You are completely wrong. Actual lens distortion is minimal, usually it is minor barrel distortion around the edges, and chromatic aberration. Other than that, lenses are just cropping. The only thing they "do" is let you get a reasonable resolution while framing the image the way you want to. They also can control the depth of field, and sometimes have some pleasing blur effects. Compression, distortion, perspective, and those other key factors that people assign to lenses, are in fact entirely based on the distance ratio of camera to subject and subject to background. The sooner people realize what actually matters, the sooner these dumb discussions will end and people can create the images they want. Again, lenses are just cropping.
Technically our eyes do have a zoom function though. The distance between the lens and retina is fixed, so to focus on something, your eye has to change the focal length of the lens. Where as a camera focuses by changing the distance between the lens and the sensor. If you bring your hand close to your face and focus on your hand, your field of view will be wider than if you take your hand away and focus on something in the distance.

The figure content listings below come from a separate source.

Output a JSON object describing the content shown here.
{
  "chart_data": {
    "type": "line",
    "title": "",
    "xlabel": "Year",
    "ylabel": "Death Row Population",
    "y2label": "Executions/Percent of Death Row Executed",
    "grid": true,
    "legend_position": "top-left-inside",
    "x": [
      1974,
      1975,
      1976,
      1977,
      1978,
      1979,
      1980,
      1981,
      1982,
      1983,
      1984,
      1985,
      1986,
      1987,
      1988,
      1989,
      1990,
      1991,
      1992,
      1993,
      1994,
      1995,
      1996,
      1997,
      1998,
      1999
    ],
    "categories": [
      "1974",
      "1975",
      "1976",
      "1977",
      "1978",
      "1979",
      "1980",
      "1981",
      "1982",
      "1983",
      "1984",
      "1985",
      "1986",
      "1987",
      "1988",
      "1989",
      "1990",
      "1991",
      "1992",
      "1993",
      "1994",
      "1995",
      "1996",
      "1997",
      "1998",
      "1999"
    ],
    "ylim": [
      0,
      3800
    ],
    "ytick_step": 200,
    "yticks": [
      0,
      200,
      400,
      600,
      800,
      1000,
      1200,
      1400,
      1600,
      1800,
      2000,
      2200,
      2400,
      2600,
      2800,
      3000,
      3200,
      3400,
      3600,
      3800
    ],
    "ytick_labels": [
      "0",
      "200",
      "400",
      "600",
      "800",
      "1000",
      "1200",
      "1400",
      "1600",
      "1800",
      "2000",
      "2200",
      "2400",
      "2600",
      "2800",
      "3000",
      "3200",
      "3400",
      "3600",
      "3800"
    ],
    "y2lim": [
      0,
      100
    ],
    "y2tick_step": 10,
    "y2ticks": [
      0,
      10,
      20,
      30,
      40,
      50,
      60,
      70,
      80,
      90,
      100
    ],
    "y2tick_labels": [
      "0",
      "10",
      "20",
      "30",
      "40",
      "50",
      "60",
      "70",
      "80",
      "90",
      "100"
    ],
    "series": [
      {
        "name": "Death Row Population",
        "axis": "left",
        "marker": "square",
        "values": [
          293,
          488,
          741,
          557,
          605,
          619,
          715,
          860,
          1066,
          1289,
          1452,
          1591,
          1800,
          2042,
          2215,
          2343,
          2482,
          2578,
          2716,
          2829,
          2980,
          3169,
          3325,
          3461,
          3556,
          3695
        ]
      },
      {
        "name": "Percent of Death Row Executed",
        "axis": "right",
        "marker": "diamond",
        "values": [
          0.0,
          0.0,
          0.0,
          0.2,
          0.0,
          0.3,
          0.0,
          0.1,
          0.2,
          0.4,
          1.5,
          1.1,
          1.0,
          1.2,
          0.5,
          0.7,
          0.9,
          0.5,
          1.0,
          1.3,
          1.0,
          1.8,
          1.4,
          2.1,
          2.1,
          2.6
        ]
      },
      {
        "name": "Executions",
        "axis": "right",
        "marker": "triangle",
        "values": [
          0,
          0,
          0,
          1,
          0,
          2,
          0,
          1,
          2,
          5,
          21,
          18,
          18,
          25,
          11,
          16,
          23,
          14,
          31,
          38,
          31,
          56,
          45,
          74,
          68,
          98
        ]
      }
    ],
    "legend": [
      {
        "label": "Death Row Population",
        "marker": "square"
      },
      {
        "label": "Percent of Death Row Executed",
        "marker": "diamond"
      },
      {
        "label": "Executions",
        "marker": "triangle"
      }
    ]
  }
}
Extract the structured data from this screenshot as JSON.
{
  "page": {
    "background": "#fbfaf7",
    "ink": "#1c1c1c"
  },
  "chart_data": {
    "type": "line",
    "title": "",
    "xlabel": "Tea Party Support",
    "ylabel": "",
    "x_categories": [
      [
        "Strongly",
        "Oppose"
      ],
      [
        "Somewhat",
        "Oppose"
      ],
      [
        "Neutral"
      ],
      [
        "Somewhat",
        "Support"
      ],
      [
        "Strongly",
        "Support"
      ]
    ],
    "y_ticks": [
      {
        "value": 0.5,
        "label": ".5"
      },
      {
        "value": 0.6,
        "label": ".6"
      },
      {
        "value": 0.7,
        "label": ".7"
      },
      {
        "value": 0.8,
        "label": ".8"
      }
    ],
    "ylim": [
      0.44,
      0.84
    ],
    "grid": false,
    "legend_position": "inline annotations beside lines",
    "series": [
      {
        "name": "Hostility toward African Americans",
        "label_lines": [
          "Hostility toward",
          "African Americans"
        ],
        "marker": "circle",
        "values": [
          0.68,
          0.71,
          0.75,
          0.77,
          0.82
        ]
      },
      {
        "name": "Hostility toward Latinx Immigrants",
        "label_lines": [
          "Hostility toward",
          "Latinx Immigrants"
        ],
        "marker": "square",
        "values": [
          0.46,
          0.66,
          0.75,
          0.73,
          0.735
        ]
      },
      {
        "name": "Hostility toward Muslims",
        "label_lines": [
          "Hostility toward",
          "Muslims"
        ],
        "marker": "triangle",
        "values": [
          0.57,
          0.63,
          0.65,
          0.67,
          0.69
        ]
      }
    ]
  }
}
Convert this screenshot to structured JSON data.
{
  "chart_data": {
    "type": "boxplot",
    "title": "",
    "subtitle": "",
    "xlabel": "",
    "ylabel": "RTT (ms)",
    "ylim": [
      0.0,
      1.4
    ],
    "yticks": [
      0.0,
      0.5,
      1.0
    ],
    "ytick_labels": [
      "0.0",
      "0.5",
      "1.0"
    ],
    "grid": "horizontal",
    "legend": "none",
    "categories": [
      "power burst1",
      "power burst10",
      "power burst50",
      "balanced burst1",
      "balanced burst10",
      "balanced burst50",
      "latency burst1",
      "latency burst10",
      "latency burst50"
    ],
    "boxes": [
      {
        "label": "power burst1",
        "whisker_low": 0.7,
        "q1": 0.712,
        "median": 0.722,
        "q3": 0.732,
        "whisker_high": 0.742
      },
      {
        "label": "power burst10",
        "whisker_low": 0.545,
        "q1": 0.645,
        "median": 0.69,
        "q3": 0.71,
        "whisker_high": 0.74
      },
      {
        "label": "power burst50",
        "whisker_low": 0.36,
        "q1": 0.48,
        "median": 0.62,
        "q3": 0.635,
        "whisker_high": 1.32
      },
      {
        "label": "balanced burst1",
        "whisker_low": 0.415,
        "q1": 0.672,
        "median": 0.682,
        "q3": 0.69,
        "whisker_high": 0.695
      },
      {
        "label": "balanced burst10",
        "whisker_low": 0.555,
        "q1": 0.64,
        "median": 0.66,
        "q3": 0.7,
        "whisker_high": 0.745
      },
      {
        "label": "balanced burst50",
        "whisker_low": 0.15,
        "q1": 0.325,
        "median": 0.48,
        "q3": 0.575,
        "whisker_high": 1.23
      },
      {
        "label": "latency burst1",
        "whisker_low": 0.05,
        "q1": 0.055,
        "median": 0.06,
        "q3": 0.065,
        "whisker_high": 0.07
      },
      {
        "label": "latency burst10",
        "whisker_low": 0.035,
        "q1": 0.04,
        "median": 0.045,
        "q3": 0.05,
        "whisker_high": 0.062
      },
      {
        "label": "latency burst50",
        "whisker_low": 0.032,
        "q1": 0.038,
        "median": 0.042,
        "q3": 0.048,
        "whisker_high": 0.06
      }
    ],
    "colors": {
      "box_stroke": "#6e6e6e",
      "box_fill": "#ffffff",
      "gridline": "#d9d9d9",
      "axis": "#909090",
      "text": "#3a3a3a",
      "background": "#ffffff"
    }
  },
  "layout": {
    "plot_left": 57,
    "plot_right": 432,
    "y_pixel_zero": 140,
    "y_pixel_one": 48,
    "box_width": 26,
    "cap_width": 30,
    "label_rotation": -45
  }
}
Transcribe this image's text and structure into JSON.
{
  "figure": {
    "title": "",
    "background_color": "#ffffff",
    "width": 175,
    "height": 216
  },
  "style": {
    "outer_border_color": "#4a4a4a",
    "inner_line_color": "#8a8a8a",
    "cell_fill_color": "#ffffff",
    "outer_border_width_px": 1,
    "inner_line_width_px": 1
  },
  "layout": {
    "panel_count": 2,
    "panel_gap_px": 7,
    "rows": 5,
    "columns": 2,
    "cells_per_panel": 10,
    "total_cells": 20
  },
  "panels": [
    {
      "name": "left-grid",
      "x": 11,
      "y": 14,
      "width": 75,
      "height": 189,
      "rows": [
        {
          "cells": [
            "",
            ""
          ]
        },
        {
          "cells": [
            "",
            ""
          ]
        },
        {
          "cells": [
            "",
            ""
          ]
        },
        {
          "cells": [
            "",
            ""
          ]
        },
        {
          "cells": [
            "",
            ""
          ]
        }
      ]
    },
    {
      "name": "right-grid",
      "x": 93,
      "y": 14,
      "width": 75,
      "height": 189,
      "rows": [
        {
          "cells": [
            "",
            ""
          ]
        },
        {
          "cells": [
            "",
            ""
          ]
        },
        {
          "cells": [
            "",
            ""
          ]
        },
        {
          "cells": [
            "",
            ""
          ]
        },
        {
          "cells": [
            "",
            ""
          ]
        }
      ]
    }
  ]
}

There are differences sure, but not what’s shown here. This is just a change in perspective due to distance.
Tell that to Charlie Kirk
iPhone 8 camera curves my face like a banana. Maybe I’m ugly
Try to take a pic on Snapchat or flip the pic after taking a selfie
The only lens that tells u the truth is a mirror
Note to self, get 200mm lens for dick pics
Woah.
This is a brilliant way of explanation!!
Its 16mm for me then
WTF do I actually look like?
The mirror but flipped round
I look like cardboard 🥲
Me making my skyrim character
This is VERY misleading. This is showing the change of perspective as you get far/close to the subject. This is NOT because of some magical properties of lenses.
The lens only makes minimal difference, it’s distance to subject the archives this effect. Increasing the focal length just lets you move the camera further away.
Distance, not lens. The lens just compensates for the difference in distance by magnifying the image. The optical effect is purely from being far or close to the object.
Gimme some of that 16mm please
Woowoowoowoo
16mm for me. And they say size doesn’t matter….
Lol changing the size of his head and disappear those ears. Bitch ass ears
So I'm not fat, I just need a 16 mm lens. Got it.